I’ve been saying this for a long time now: plug-in electric vehicles will be a nightmare for people without a garage or dedicated parking space. Now the credentialed media are noticing as well:
Extension cords across sidewalks: Charging an electric vehicle in Philly is a challenge
Electric vehicle owners without dedicated parking spaces stretch wires, and the limits of legal codes, to keep their EVs charged.
by Andrew Maykuth | Thursday, October 13, 2022
Anthony Wong and Robert Berkowitz waited several years for a back-ordered Tesla, the popular electric vehicle brand. By the time the new car was delivered in 2018, Philadelphia had canceled its controversial program to set aside curbside parking spots for EVs. That left the Bella Vista residents with few options for charging their new Tesla at home.
Like many urban EV owners without off-street parking, Wong and Berkowitz improvised. They’re retired and say they have more time to charge the Tesla’s battery at public charging stations at such destinations as stores or casinos.
“If we drove the car every day for work, then we might need to charge overnight to keep the car going,” Wong said.
But sometimes they need to charge their car at home. Their solution: Run a cable out the second-floor window of their rowhouse to their car parked in the street. They prop the cable atop a street sign to allow pedestrians to pass underneath. “It’s not really that noticeable, and it’s not in somebody’s way,” Wong said.
While it is, perhaps, not in anybody’s way, it’s also not legal, though nobody has been enforcing that law.
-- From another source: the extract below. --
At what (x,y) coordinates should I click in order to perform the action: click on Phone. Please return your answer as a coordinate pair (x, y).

Philadelphia had a short-lived program which allowed electric vehicle owners to get a reserved EV parking space in front of their homes, but neighbors quickly complained that this was an undeserved perquisite for EV owners, the vast majority of whom were financially well off. The Inquirer reported that only 68 of these spaces were created before the program was canceled. And here’s the clincher:
Our Betters, you see, don’t want the peons to have their own vehicles, but to be packed on Southeastern Pennsylvania Transit Authority buses and trains, to SEPTA stations filled with litter and used needles, drug addicts getting high, homeless people sheltering there, and a rising crime rate. We have previously noted the Allegheny Avenue SEPTA station in Kensington, with its open-air drug markets, which the city and Philadelphia Police are simply ignoring.After the city abandoned its EV parking program, a task force recommended that the city encourage the use of mass transit and the buildout of public charging stations rather than use its scarce resources to support private electric vehicles.
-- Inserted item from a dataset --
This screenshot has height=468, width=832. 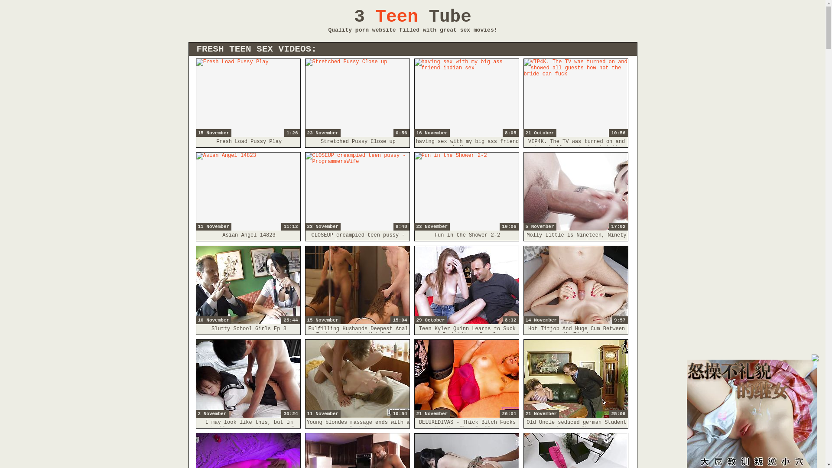 What do you see at coordinates (357, 98) in the screenshot?
I see `0:56
23 November
Stretched Pussy Close up` at bounding box center [357, 98].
“In the grand scheme of sustainable transportation priorities, personal vehicles are still kind of low in the hierarchy in terms of what we want to be encouraging people to do,” said Christine Knapp, the city’s former sustainability director. “I don’t think anyone’s vision of a truly sustainable city 30 years from now is that we have the same number of cars on the road as we do now, but they’re running on electricity instead of gas.”
Christine Knapp, I would guess, doesn’t live in the Philadelphia Badlands, so notorious that it was once actually a part of Google Maps, though later removed, removed for telling a politically incorrect truth. She probably doesn’t have to take the SEPTA 30th Street Station, not near Kensington, but Drexel University.
Philadelphia is a rowhouse city, filled with working-class neighborhoods built a hundred years ago, with little in the way of parking. The Patricians have it a bit better than the plebeians, with parking garages for Center City high rise condos, and single-family homes with private driveways and garages in Chestnut Hill. They’ll have their dedicated parking spaces with protected charging stations, so they can advocate electric cars.
The rest of the people? Too bad, so sad, must suck to be them!
Note how they profile a gay Jewish-Chinese couple. How cute.
At least they can both agree on where to go for dinner.